Six Little-Known Customer Journeys

I wanted to share something I’ve been working on around some of the transformative but little-known customer journeys we’ve been setting up for some of our Retail and eCommerce CRM clients.

How many are you using already? Answers in the comments please.

Welcome, Cross Sell, Retention, Lapsed. We all know these journeys well, and those of you in the field of CRM work hard to craft competitor beating initiatives that follow these well-worn steps.

However, the journeys that can make all the difference when it comes to loyalty and LTV lurk in the background of these tentpole journeys you know and love

1. Post-Purchase Anticipation Journey

After a purchase, I’m sure you are sending delivery notifications, and maybe even a “your parcel is on its way” if you are feeling generous, but relatively few organisations tap into the excitement period between purchase and delivery.

The solution – a progressive reveal journey – for example, day 1 of shipping you send tips for how to utilise your purchase, day 2 shares the story behind the product’s creation, day 3 offers complementary items. This transforms waiting time from anxiety into engagement and can lead to follow up purchases before the original product has even arrived.

2. Treat the Returns Journey as a subset of Acquisition

Instead of treating returns as a necessary evil that happens to every eCommerce & Retail brand (where many companies tend to go silent, hoping to avoid the wrath of an unsubscribe & competitor purchase), be bold; Try designing them as discovery opportunities.

When customers return items, immediately show them curated alternatives, based upon their return reason to bring them back to the table. If a product doesn’t fit for example, that’s a huge opportunity to show them other sizes, if the product no longer needed, ask yourself what they are going to need instead.

Highlight any “try before you commit” offers to tempt in hesitant customers. A well-designed Return Acquisition journey can convert up to 40% of the returns into additional purchases.

3. Seasonal Transition Moments

Are you targeting customers during predictable life transitions based on how their data evolves? Moving house is easily tracked when they change the address on your site, speaking as someone who moved house this year and had to change my address with dozens of eCommerce brands, I can count on one fist the number of retailers that took that opportunity to tempt me into making a related transaction.

Even more interesting lifestage changes such as new job starts can be inferred through connected purchases such as new smart attire or stationery, and seasonal wardrobe shifts are often an upsell purchase trigger. A well-timed fresh start campaign during these critical moments can capture customers when they’re naturally ready to spend.

4. The Abandoned Basket Recovery – But for Browsers 

Yeah yeah, we all do abandoned cart. But what about abandoned browsing sessions?

You can get great uplift on conversions through tracking logged in users who spend significant time on product pages without purchasing, by retargeting them using outbound channels with social proof from other customers who bought those exact items, including photos and reviews.

This assumes you have the MarTech setup to capture such things, and are actively feeding the data through into your Marketing Automation, but if you’re not, you might be missing out on a significant avenue of abandonment recovery.

5. Community Validation Loops

Staying on the customer advocacy track, have you considered customer advisory panels?

Through simple surveys of digitally engaged customers you can create & curate “customer advisory panels” to garner new product feedback, then by taking on board the feedback where applicable, you can confidently re-market those products to your wider base under tags such as “customer-requested” or “community-designed.” products, which will have a naturally conferred trusted status.

This builds investment in the brand success and as a bonus, creates natural brand ambassadors without having to give anything away, since people love being asked for their opinion.

6. Micro-Personalisation Through Packaging 

Use purchase data to include tiny personal touches in packaging – a “handwritten note” referencing a previous purchase, seasonal packaging that matches their location’s weather, or care instructions specific to their climate or likely use cases will go a long way to building a positive brand perception.

For anyone still reading, the lesson here is, the most dramatic results that will drive loyalty & LTV come from making customers feel uniquely understood rather than mass-marketed to.

Do get in touch with me directly if you’d like to talk about how Purple Square could help your CRM function implement these or the many others that can transform a B2C Retail or Commerce brand.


### What you should do
Output all entries exactly as they appear and skip the pictures.

*** Opening Available data ***

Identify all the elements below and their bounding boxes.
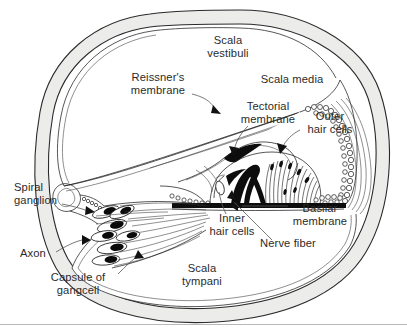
label-scala-tympani-line2: tympani	[182, 275, 222, 287]
label-scala-vestibuli-line1: Scala	[214, 34, 243, 46]
label-scala-media-line1: Scala media	[261, 73, 324, 85]
label-basilar-membrane-line2: membrane	[293, 215, 347, 227]
label-spiral-ganglion-line1: Spiral	[14, 181, 43, 193]
label-capsule-of-gangcell-line2: gangcell	[57, 284, 99, 296]
label-scala-tympani-line1: Scala	[188, 262, 217, 274]
label-basilar-membrane-line1: Basilar	[303, 202, 338, 214]
label-scala-vestibuli-line2: vestibuli	[207, 47, 248, 59]
label-scala-tympani: Scala tympani	[182, 262, 222, 287]
label-reissners-membrane-line1: Reissner's	[132, 71, 185, 83]
label-outer-hair-cells-line2: hair cells	[307, 123, 352, 135]
label-axon-line1: Axon	[20, 247, 46, 259]
label-reissners-membrane-line2: membrane	[131, 84, 185, 96]
label-capsule-of-gangcell-line1: Capsule of	[51, 271, 106, 283]
label-spiral-ganglion-line2: ganglion	[14, 194, 57, 206]
label-inner-hair-cells-line2: hair cells	[209, 225, 254, 237]
label-nerve-fiber-line1: Nerve fiber	[260, 237, 316, 249]
label-inner-hair-cells-line1: Inner	[219, 212, 245, 224]
label-scala-media: Scala media	[261, 73, 324, 85]
label-outer-hair-cells-line1: Outer	[316, 110, 345, 122]
label-tectorial-membrane-line1: Tectorial	[247, 100, 290, 112]
label-tectorial-membrane-line2: membrane	[241, 113, 295, 125]
cochlea-cross-section-figure: Scala vestibuli Scala media Reissner's m…	[0, 0, 407, 334]
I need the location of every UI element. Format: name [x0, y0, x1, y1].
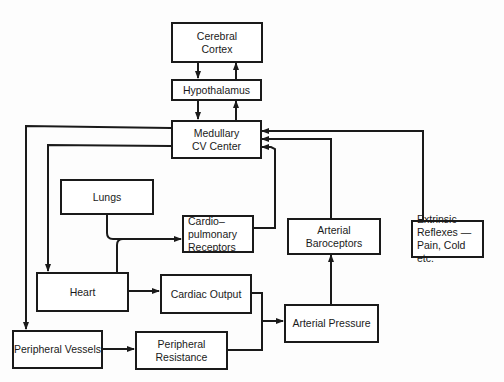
node-label: Cardio– pulmonary Receptors [188, 215, 237, 254]
node-peripheral-resistance: Peripheral Resistance [135, 331, 228, 370]
node-label: Lungs [93, 191, 122, 204]
node-label: Cerebral Cortex [197, 30, 237, 56]
node-label: Heart [70, 286, 96, 299]
node-hypothalamus: Hypothalamus [171, 79, 262, 101]
node-lungs: Lungs [60, 179, 154, 215]
node-label: Peripheral Vessels [14, 343, 101, 356]
node-medullary-cv-center: Medullary CV Center [171, 120, 262, 159]
node-cardiopulmonary-receptors: Cardio– pulmonary Receptors [182, 215, 254, 253]
node-extrinsic-reflexes: Extrinsic Reflexes — Pain, Cold etc. [411, 220, 484, 258]
node-arterial-baroceptors: Arterial Baroceptors [287, 218, 381, 255]
node-peripheral-vessels: Peripheral Vessels [12, 330, 103, 369]
node-label: Arterial Baroceptors [306, 224, 363, 250]
node-arterial-pressure: Arterial Pressure [284, 304, 379, 343]
node-cardiac-output: Cardiac Output [160, 274, 252, 314]
node-label: Hypothalamus [183, 84, 250, 97]
node-label: Medullary CV Center [192, 127, 241, 153]
node-label: Extrinsic Reflexes — Pain, Cold etc. [417, 213, 482, 265]
node-label: Arterial Pressure [292, 317, 370, 330]
node-label: Cardiac Output [171, 288, 242, 301]
node-label: Peripheral Resistance [156, 338, 208, 364]
node-heart: Heart [36, 272, 129, 312]
node-cerebral-cortex: Cerebral Cortex [171, 22, 263, 63]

*** Closing Available data ***

### Written answer
Identify all the elements below and their bounding boxes.
label-scala-tympani-line2: tympani	[182, 275, 222, 287]
label-scala-vestibuli-line1: Scala	[214, 34, 243, 46]
label-scala-media-line1: Scala media	[261, 73, 324, 85]
label-basilar-membrane-line2: membrane	[293, 215, 347, 227]
label-spiral-ganglion-line1: Spiral	[14, 181, 43, 193]
label-capsule-of-gangcell-line2: gangcell	[57, 284, 99, 296]
label-scala-tympani-line1: Scala	[188, 262, 217, 274]
label-basilar-membrane-line1: Basilar	[303, 202, 338, 214]
label-scala-vestibuli-line2: vestibuli	[207, 47, 248, 59]
label-scala-tympani: Scala tympani	[182, 262, 222, 287]
label-reissners-membrane-line1: Reissner's	[132, 71, 185, 83]
label-outer-hair-cells-line2: hair cells	[307, 123, 352, 135]
label-axon-line1: Axon	[20, 247, 46, 259]
label-reissners-membrane-line2: membrane	[131, 84, 185, 96]
label-capsule-of-gangcell-line1: Capsule of	[51, 271, 106, 283]
label-spiral-ganglion-line2: ganglion	[14, 194, 57, 206]
label-inner-hair-cells-line2: hair cells	[209, 225, 254, 237]
label-nerve-fiber-line1: Nerve fiber	[260, 237, 316, 249]
label-inner-hair-cells-line1: Inner	[219, 212, 245, 224]
label-scala-media: Scala media	[261, 73, 324, 85]
label-outer-hair-cells-line1: Outer	[316, 110, 345, 122]
label-tectorial-membrane-line1: Tectorial	[247, 100, 290, 112]
label-tectorial-membrane-line2: membrane	[241, 113, 295, 125]
cochlea-cross-section-figure: Scala vestibuli Scala media Reissner's m…	[0, 0, 407, 334]
I need the location of every UI element. Format: name [x0, y0, x1, y1].
node-label: Cardio– pulmonary Receptors [188, 215, 237, 254]
node-peripheral-resistance: Peripheral Resistance [135, 331, 228, 370]
node-label: Lungs [93, 191, 122, 204]
node-label: Cerebral Cortex [197, 30, 237, 56]
node-label: Heart [70, 286, 96, 299]
node-hypothalamus: Hypothalamus [171, 79, 262, 101]
node-lungs: Lungs [60, 179, 154, 215]
node-label: Peripheral Vessels [14, 343, 101, 356]
node-medullary-cv-center: Medullary CV Center [171, 120, 262, 159]
node-cardiopulmonary-receptors: Cardio– pulmonary Receptors [182, 215, 254, 253]
node-extrinsic-reflexes: Extrinsic Reflexes — Pain, Cold etc. [411, 220, 484, 258]
node-arterial-baroceptors: Arterial Baroceptors [287, 218, 381, 255]
node-peripheral-vessels: Peripheral Vessels [12, 330, 103, 369]
node-label: Arterial Baroceptors [306, 224, 363, 250]
node-arterial-pressure: Arterial Pressure [284, 304, 379, 343]
node-cardiac-output: Cardiac Output [160, 274, 252, 314]
node-label: Hypothalamus [183, 84, 250, 97]
node-label: Medullary CV Center [192, 127, 241, 153]
node-label: Extrinsic Reflexes — Pain, Cold etc. [417, 213, 482, 265]
node-label: Arterial Pressure [292, 317, 370, 330]
node-label: Cardiac Output [171, 288, 242, 301]
node-label: Peripheral Resistance [156, 338, 208, 364]
node-heart: Heart [36, 272, 129, 312]
node-cerebral-cortex: Cerebral Cortex [171, 22, 263, 63]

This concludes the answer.